SHOOK: How last year’s Japanese earthquake gave a Super Mario director perspective.

“Enjoying making something leads to making something enjoyable,” Nintendo game director of Super Mario Galaxy 2 and Super Mario 3D Land Koichi Hayashida closed his GDC talk yesterday. But last year’s devastating earthquake made the process difficult. Against the bleak backdrop of the the date of one of the most powerful earthquakes ever record, Hayashida recounted that day:

I was in Tokyo at the time and I was explaining to the team how we built the first level of Super Mario Galaxy 2. I was on the fifth floor and the shaking was really severe. From inside of the walls, I heard a sound I’d never heard before. It was like something breaking and I thought, “This is it. I could die.”

The office was closed for a week. We were concerned about radiation & power outages and there were lots of large aftershocks. We weren’t sure if we could conitnue development in Tokyo at all.

It was then that Hayashida had a revelation about what it means to make games:

I didn’t know what to dow with myself. When the office reopened, this is what I said: “We’re all asking ourselves what we can do to help right now. Bringing smiles to people by the end of this year is something we can do.”

Game designers rarely talk about the contexts in which their games are made and in this rare moment of honesty from a Nintendo director, you receive a microcosm of both the intense tragedy of the earthquake and the power of games to change lives — even for those who are making them.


### Task statement
Pictures are not part of the copy; reproduce the remaining data exactly.

Saved data entries
╔══

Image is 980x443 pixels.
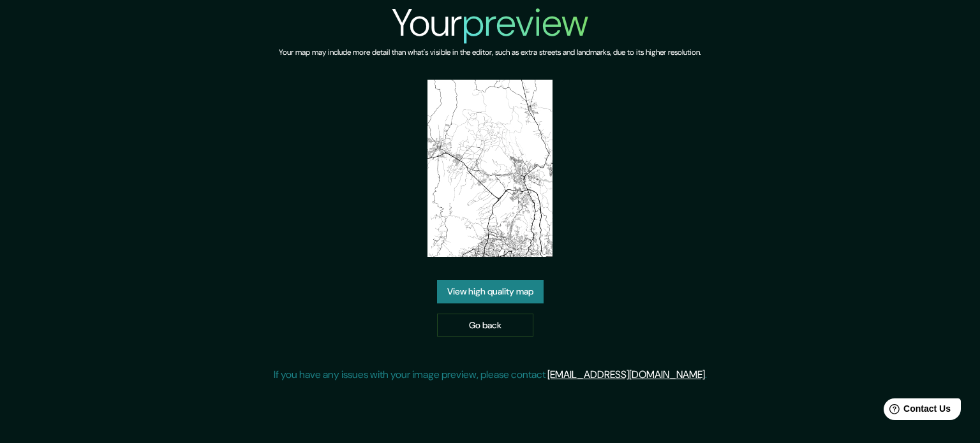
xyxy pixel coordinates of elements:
[866,393,966,429] iframe: Help widget launcher
[278,46,701,59] h6: Your map may include more detail than what's visible in the editor, such as extra streets and lan...
[437,280,543,303] a: View high quality map
[428,79,553,257] img: created-map-preview
[437,314,534,337] a: Go back
[547,367,705,381] a: [EMAIL_ADDRESS][DOMAIN_NAME]
[274,367,707,383] p: If you have any issues with your image preview, please contact .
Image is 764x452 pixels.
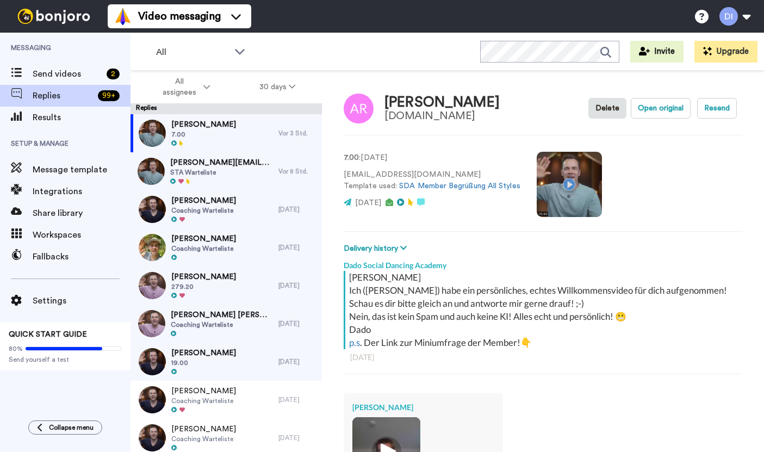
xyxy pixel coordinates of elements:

╚══

### Reply
Image is 980x443 pixels.
xyxy pixel coordinates of elements:
[866,393,966,429] iframe: Help widget launcher
[278,46,701,59] h6: Your map may include more detail than what's visible in the editor, such as extra streets and lan...
[437,280,543,303] a: View high quality map
[428,79,553,257] img: created-map-preview
[437,314,534,337] a: Go back
[547,367,705,381] a: [EMAIL_ADDRESS][DOMAIN_NAME]
[274,367,707,383] p: If you have any issues with your image preview, please contact .
Image is 764x452 pixels.
xyxy pixel coordinates of elements:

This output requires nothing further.